By JohnDempsey, WLS-AM News
(CHICAGO) Celebrity doctor Drew Pinsky was on WLS Friday morning to discuss President Trump’s new plan to fight the opioid epidemic in the United States. Pinsky told “The Big John and Ramblin’ Ray Show” that one reason so many Americans have become hooked on painkillers is because of lawsuits against the medical profession.
“There were well meaning groups out there that were advocating on behalf of pain patients”, said Pinsky, “Then attorneys took to the courts, and started prosecuting physicians for inadequate treatment of pain, and they started winning gigantic settlements and criminal cases against doctors that made inadequate treatment of pain, quote–‘reckless negligence.’ And it scared the hell out of all of us (doctors) and well all stopped treating pain, at least chronic pain, and sent all our pain patients to the pain specialists. The pain specialists then took the position that pain is whatever the patient says it is and pain control is whatever the patient says it is. However much they need to control the pain, that’s what they need.”
On Thursday Trump declared the opioid epidemic a national public health emergency on Thursday, telling an audience in the East Room of the White House that “we can be the generation that ends the opioid epidemic.”
“This epidemic is a national health emergency,” he said. “Nobody has seen anything like what is going on now.”
Trump’s move is different from the broad order the President previewed over the last few months. On Thursday, the President directed acting Health Secretary Eric Hargan to declare a public health emergency under the Public Health Services Act — which directs federal agencies to provide more grant money to combat the epidemic — not a national emergency through the Stafford Disaster Relief and Emergency Assistance Act.
The difference between the two orders is money and scope. If Trump had used the Stafford Act, the federal government would have been able to tap into funds from the Federal Emergency Management Agency’s Disaster Relief Fund to combat opioids. A senior administration official, however, said the designation was not the right fit because the FEMA money is meant for natural disasters, not health emergencies.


[WHAT THE TASK ASKS]:
Set down exactly the lines below, starting at the one that contains "The width and" and ending at the one that contains "This screenshot has width=1189, height=593.", with both of those lines included and nothing else.

[RECORDS FOR THE TASK]:
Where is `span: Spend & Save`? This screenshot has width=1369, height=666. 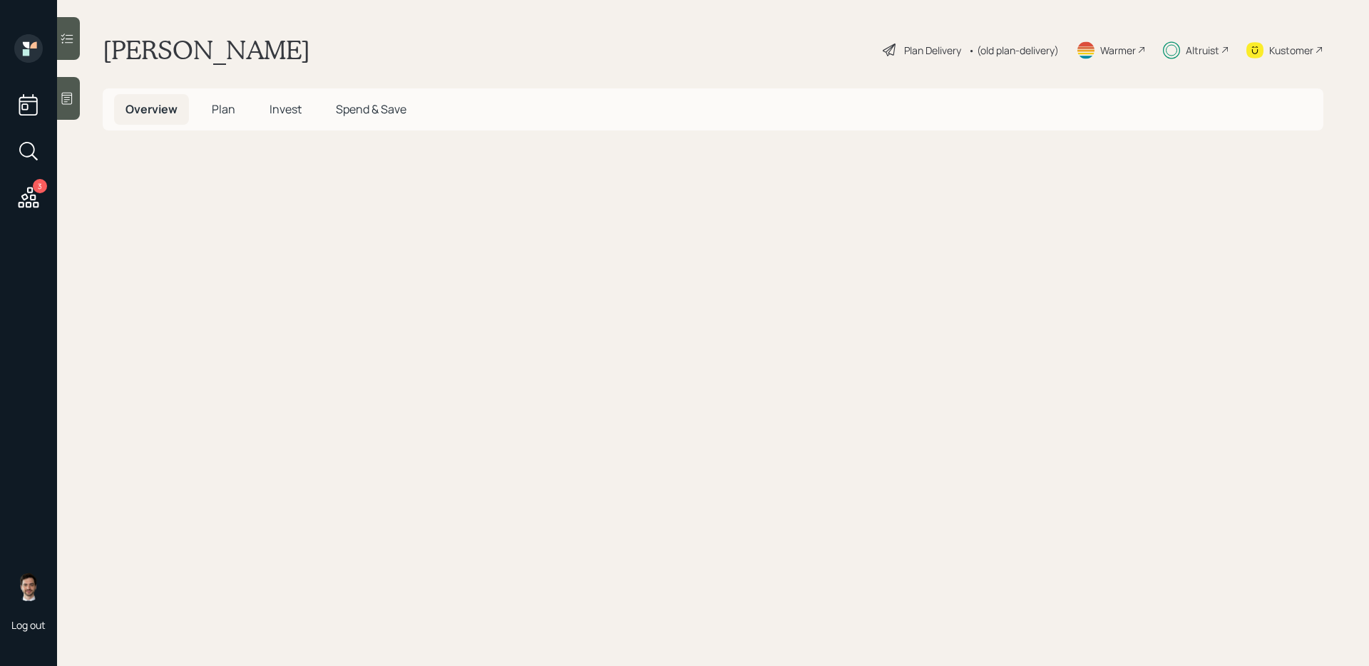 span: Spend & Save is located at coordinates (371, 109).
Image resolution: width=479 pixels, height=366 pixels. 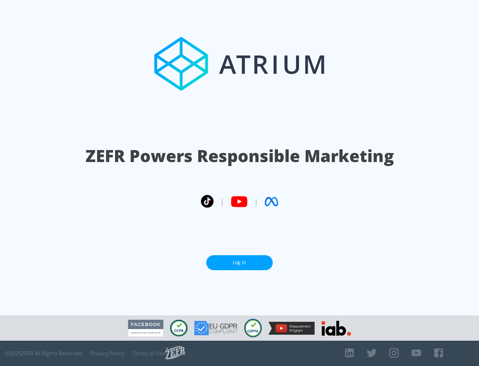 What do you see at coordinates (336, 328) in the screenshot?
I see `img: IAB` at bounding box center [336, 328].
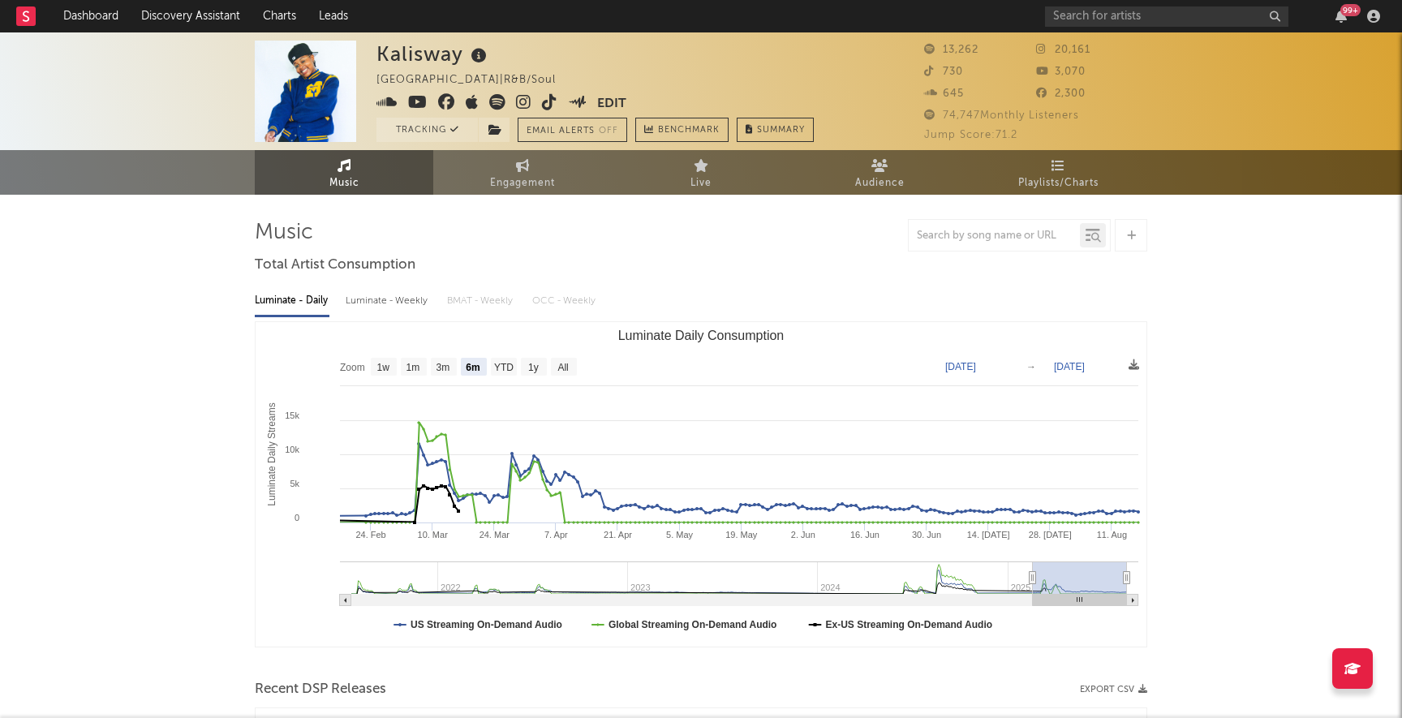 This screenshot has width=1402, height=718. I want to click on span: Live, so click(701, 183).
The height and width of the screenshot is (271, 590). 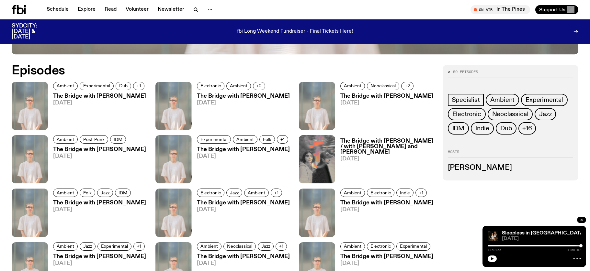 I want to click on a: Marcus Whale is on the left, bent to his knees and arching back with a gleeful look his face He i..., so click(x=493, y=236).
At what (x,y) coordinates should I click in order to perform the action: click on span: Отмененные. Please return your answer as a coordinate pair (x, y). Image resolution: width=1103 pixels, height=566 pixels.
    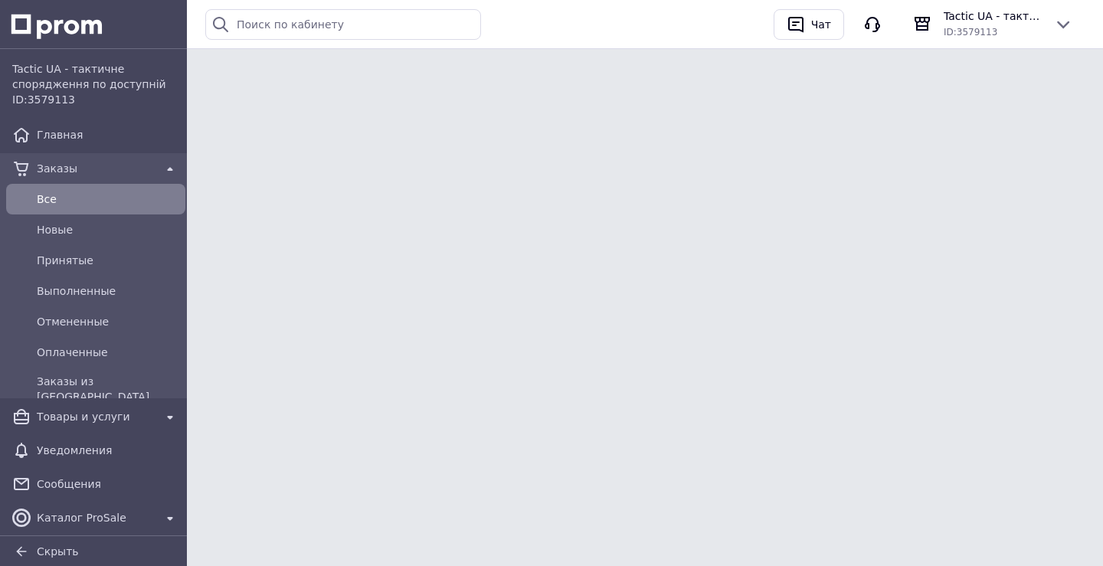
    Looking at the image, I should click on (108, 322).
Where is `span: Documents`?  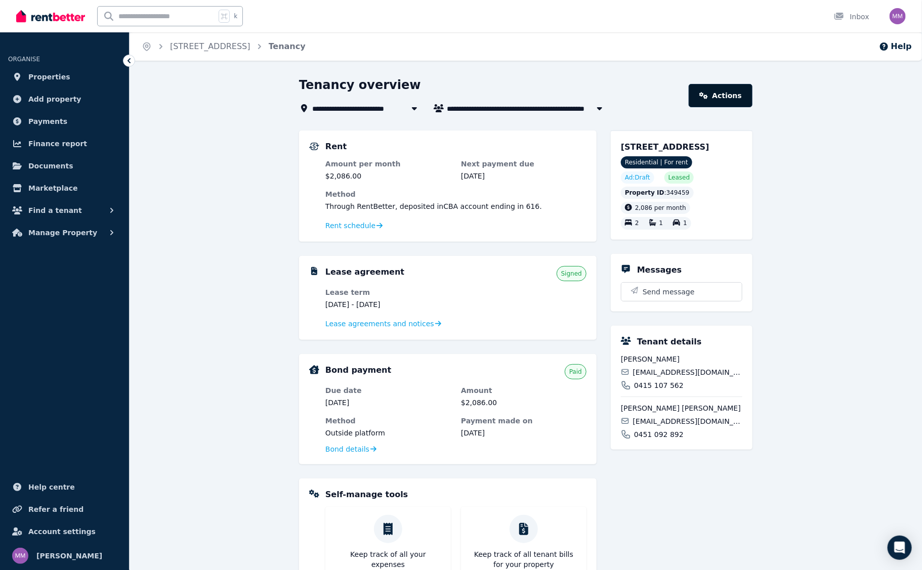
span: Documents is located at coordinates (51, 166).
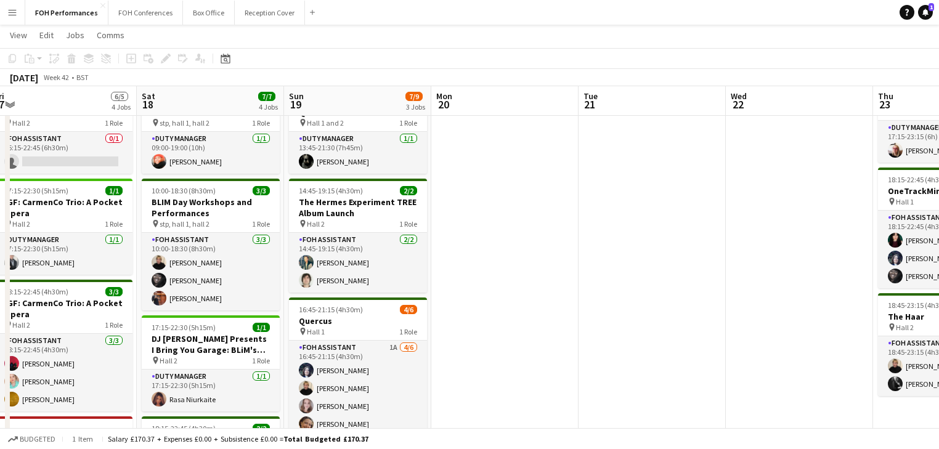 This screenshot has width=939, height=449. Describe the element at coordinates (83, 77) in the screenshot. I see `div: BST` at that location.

==

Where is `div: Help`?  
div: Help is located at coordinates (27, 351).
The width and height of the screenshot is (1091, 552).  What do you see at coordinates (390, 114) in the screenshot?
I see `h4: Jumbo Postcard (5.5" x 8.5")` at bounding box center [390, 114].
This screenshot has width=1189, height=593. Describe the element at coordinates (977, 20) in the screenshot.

[YOUR SOLUTION]:
The width and height of the screenshot is (1091, 552).  What do you see at coordinates (390, 114) in the screenshot?
I see `h4: Jumbo Postcard (5.5" x 8.5")` at bounding box center [390, 114].
This screenshot has width=1189, height=593. Describe the element at coordinates (977, 20) in the screenshot.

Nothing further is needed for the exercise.